(Collected data)

------------------------------------------------

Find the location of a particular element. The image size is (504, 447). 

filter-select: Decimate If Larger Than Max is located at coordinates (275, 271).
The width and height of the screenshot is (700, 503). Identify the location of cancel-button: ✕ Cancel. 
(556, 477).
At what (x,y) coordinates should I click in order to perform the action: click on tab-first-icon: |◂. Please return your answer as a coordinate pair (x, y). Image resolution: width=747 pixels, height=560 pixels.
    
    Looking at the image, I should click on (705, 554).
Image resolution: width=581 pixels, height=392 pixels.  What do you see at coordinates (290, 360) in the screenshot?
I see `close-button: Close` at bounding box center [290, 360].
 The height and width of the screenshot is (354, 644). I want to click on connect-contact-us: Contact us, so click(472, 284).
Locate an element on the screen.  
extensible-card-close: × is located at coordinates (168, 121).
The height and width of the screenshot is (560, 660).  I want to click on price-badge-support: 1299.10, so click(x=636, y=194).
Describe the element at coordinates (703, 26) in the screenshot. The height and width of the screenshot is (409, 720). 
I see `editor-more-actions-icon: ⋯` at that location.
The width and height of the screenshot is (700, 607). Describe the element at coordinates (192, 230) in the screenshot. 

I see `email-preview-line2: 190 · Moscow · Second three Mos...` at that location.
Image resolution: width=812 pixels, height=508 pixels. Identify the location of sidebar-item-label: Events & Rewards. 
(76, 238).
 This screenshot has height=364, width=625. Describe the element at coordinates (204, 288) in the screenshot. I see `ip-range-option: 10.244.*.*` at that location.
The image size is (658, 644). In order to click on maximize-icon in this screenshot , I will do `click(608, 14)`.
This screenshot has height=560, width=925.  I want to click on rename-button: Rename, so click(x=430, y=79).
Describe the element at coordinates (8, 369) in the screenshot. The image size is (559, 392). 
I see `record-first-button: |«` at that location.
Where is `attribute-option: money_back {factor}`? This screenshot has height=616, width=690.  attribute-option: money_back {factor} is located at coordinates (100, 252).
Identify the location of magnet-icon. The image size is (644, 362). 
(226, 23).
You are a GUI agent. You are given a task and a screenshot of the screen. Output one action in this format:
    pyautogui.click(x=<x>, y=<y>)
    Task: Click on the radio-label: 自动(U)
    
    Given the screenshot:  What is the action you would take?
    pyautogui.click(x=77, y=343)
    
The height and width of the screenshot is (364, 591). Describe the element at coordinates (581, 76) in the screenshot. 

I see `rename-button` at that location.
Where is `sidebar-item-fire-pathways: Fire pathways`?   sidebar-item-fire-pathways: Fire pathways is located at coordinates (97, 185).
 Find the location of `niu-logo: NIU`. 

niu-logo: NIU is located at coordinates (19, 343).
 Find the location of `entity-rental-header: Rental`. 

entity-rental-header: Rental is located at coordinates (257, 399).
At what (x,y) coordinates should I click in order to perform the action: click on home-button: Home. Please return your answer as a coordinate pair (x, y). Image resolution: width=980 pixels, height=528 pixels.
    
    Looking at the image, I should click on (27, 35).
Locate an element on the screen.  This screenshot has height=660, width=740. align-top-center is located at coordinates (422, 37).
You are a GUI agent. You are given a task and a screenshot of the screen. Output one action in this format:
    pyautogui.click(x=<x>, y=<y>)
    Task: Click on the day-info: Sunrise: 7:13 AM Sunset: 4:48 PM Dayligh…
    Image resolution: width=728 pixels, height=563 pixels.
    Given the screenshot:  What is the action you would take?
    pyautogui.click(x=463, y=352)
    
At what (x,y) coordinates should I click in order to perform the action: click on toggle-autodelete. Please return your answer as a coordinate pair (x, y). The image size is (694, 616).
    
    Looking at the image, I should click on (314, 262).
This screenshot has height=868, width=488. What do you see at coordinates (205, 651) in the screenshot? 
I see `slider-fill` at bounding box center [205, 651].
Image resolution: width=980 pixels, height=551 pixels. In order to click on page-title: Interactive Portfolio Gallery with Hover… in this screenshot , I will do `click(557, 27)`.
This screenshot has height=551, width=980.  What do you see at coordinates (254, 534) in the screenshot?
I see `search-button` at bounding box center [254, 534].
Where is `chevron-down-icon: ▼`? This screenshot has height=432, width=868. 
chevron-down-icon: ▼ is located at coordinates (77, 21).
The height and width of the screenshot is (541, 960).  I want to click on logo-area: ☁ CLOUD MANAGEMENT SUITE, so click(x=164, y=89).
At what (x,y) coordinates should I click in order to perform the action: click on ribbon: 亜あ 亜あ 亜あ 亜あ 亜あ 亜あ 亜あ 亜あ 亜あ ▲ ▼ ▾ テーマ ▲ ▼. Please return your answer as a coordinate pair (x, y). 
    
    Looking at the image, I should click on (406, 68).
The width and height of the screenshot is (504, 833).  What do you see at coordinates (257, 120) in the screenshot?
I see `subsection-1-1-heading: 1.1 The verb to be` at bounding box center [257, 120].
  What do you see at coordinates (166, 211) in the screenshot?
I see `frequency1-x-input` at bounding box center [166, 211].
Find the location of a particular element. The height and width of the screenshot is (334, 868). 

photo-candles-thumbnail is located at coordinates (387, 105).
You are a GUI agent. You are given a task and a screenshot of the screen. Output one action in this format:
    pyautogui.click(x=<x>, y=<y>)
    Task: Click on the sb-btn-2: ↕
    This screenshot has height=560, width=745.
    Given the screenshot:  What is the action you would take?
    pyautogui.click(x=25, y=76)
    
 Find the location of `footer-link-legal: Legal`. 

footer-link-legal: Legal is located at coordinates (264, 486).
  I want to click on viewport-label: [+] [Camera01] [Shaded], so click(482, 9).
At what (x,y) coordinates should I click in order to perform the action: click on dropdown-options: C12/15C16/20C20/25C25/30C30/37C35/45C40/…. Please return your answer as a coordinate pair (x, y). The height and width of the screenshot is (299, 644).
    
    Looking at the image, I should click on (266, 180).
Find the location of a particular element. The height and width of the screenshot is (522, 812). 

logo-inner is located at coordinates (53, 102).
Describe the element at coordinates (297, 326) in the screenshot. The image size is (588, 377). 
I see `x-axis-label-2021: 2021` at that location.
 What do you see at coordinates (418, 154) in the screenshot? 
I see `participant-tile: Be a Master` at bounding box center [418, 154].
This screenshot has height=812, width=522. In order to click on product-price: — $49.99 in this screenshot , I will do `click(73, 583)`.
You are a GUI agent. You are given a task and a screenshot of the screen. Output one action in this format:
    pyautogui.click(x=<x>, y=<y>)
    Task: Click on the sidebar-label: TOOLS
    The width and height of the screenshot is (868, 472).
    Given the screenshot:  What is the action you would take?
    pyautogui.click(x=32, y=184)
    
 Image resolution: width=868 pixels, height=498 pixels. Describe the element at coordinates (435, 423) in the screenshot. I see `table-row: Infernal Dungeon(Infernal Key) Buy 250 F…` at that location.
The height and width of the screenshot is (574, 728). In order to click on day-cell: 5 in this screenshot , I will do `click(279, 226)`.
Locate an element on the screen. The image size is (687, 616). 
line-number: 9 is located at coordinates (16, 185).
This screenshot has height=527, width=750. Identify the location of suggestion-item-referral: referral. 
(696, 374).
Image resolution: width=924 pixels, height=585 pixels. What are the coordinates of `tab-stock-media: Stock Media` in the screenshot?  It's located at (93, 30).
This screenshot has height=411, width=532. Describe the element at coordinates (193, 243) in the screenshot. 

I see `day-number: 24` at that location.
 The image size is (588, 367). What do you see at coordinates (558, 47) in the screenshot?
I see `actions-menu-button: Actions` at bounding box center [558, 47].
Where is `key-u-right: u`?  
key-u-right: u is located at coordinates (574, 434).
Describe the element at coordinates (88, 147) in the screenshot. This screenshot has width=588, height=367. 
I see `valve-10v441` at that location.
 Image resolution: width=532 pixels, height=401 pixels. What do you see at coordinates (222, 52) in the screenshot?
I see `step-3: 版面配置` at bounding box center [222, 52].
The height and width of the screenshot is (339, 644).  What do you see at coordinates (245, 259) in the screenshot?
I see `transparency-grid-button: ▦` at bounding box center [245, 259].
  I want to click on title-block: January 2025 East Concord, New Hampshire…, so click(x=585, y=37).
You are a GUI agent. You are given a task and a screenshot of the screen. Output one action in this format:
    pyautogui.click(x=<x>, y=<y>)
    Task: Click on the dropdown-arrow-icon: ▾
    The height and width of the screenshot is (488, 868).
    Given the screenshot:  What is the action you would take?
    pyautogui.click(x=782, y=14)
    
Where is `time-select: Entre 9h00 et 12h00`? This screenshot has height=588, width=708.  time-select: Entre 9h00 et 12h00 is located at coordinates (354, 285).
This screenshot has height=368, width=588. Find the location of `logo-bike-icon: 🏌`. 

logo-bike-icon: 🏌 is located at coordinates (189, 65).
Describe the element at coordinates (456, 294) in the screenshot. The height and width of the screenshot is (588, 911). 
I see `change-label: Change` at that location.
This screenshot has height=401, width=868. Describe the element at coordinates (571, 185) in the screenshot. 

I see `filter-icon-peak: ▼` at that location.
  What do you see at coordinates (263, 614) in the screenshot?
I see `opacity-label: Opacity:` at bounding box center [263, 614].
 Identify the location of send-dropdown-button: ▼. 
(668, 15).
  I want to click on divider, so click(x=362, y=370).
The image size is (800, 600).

------------------------------------------------

* WHAT IS BEING ASKED *
Taking the lines above, repeat exactly those from the line that contains "is (299, 644)." through the line that contains "The width and height of the screenshot is (868, 472).", and both of those lines as well. Include nothing else.

* THE ANSWER *
At what (x,y) coordinates should I click in order to perform the action: click on dropdown-options: C12/15C16/20C20/25C25/30C30/37C35/45C40/…. Please return your answer as a coordinate pair (x, y). The height and width of the screenshot is (299, 644).
    
    Looking at the image, I should click on (266, 180).
Find the location of a particular element. The height and width of the screenshot is (522, 812). 

logo-inner is located at coordinates (53, 102).
Describe the element at coordinates (297, 326) in the screenshot. The image size is (588, 377). 
I see `x-axis-label-2021: 2021` at that location.
 What do you see at coordinates (418, 154) in the screenshot? 
I see `participant-tile: Be a Master` at bounding box center [418, 154].
This screenshot has height=812, width=522. In order to click on product-price: — $49.99 in this screenshot , I will do `click(73, 583)`.
You are a GUI agent. You are given a task and a screenshot of the screen. Output one action in this format:
    pyautogui.click(x=<x>, y=<y>)
    Task: Click on the sidebar-label: TOOLS
    The width and height of the screenshot is (868, 472).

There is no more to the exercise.